As she moves to accept this devastating loss, the singer is forced to confront the truth, emotionally. Balfe's violin quietly caresses her voice as the singer leaves the baffled little girl's voice, a place to which she had retreated, behind as she sings, "We may not always have tomorrow / And time's not something you can borrow. . . . / I guess I'll try to make my life a place I can always find / A place I can always go." The band kicks in, loosening angry, roiling feedback, like thunder, through which the singer wails, "Time's not really on your side. / Hey, love, /Another man is gone." Then, like thunder, the feedback rumbles and fades, leaving the lone, acoustic guitar that began the piece to close things with a note of quiet, thoughtful benediction.
Silence.
Then, with the pops and scratches of an old 78 record, we hear the traditional hymn "What a Friend We Have in Jesus," the words of hope burnished to a soft glow by the achingly pure tones of Dennis Scoville's steel guitar. And yet, something's wrong here. The singers are distanced, echoed. It's like hearing the hynm from outside the church or down the halls of time. Hope may be alive inside, but as an outsider in the cold, is it really possible to "take everything to God in prayer" as this old-timey recording once suggested?

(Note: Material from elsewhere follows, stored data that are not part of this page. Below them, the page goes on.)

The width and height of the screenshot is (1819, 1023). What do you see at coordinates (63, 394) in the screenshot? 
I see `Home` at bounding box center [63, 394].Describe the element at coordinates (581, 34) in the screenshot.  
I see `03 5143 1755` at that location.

With these though questions raised, the final cut, the magnificent "Shooting Star," wisely does not attempt answers, yet suggests the attainability of some sort of emotional peace-an acceptance that god, magic, myth and truth, however painful they may be, can bring. The nearly eight-minute long song begins with a quiet electric guitar figure as Hoyt dreamily sings, "All of our old days fall away, they fall away . . . " A strong, simple rhythm is joined by violins and piano, waving the melody into more and more complex textures. "Shooting star . . . a blaze of light, / I been burned by it before." The song builds, layer upon layer, strings playing counterpoint, buried vocals swelling from the mix, the piano painting delicate colors over the top of this classical/Phil Spectorish wall of sound, while the singer's voice, now a wordless and mystical chant of breathy emotion, merges with the musical textures surrounding it-only to be left, as the song finally fades to still darkness, as the only sound left in this emotional musical universe.

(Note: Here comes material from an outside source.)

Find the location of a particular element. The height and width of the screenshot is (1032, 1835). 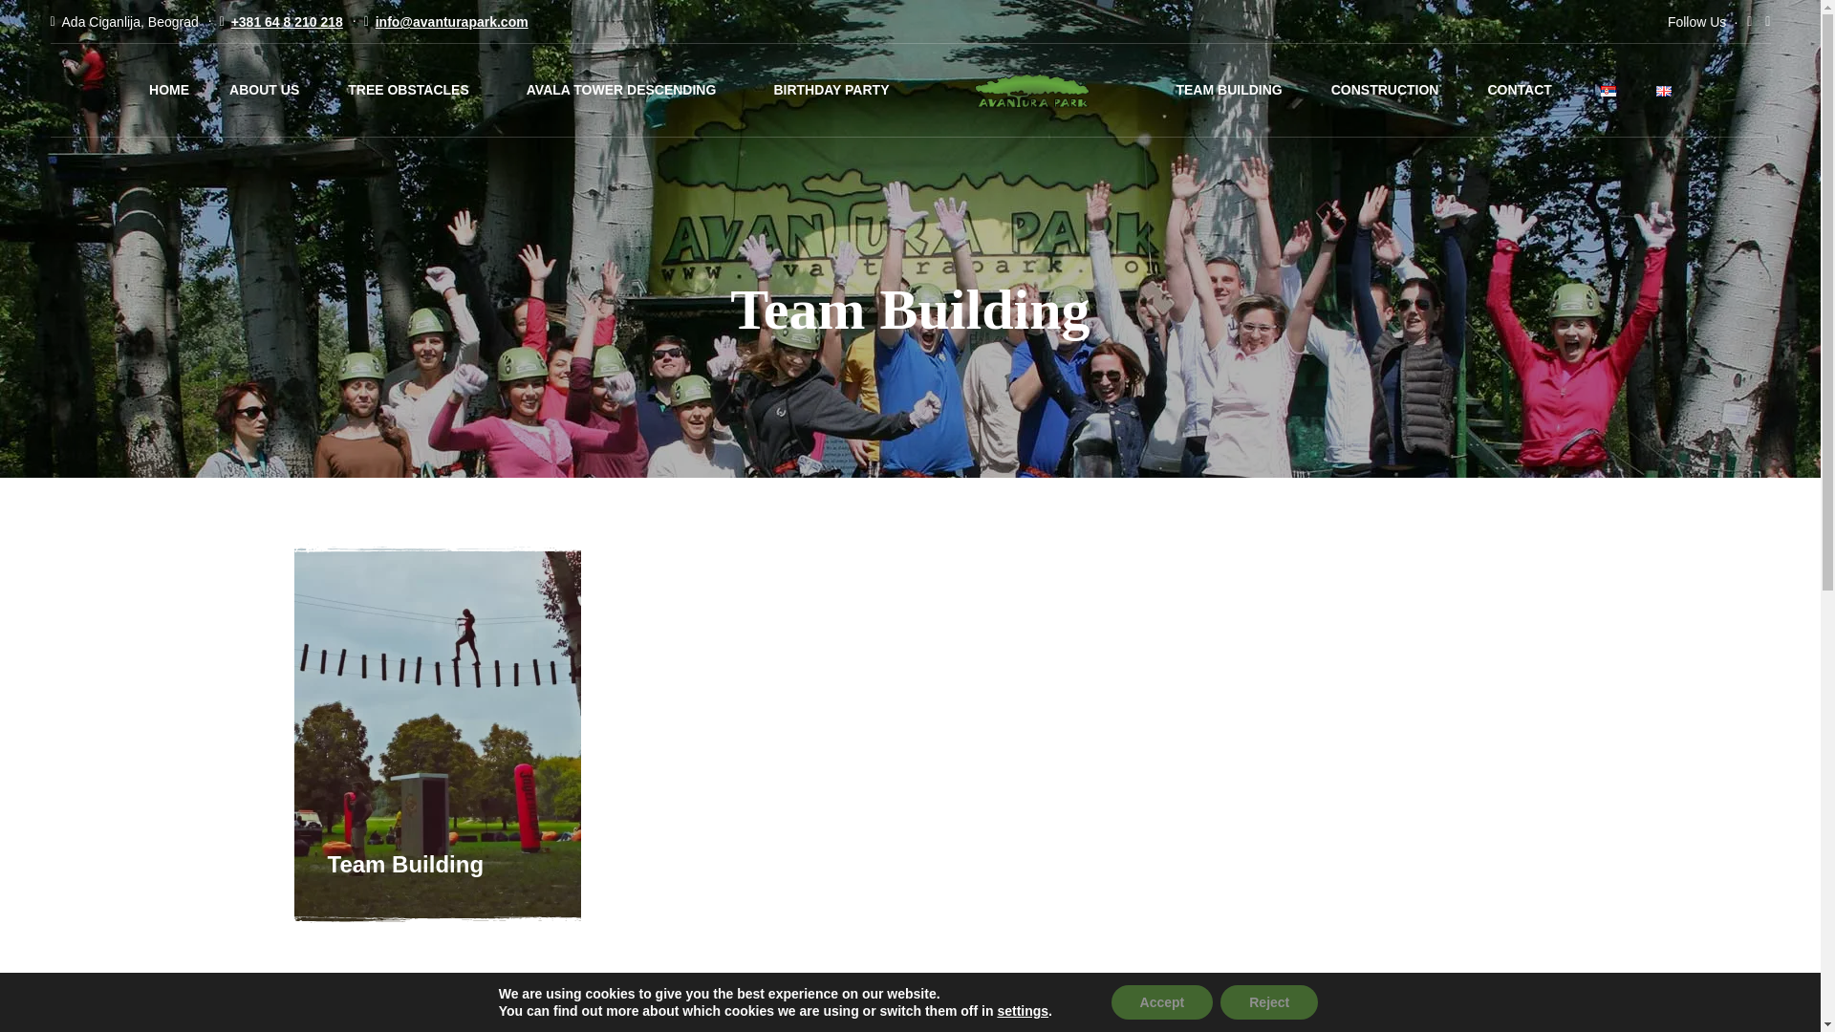

ABOUT US is located at coordinates (264, 90).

"Art is thinking with the senses," Hoyt says. "I think we are all influenced by everything that we perceive. My only criterion is that it must be honest." "Shooting Star" and the entire song cycle of Record No. 1 is as painfully honest as music can get-yet it is also glorious in its emotional and musical texturing and shading, and stunningly original in its combinations of musical forms and styles. "I am drawn to artists who create exceptionally close to the bone, their productions ringing with human experience," Hoyt says. With Record No. 1, she and The Mary Janes have created just such a work themselves.
(All graphics were taken from that site.)
on REAL: The Tom. T. Hall Project, Sire 31039-2, a disc reviewed in Issue 1 of AMP.)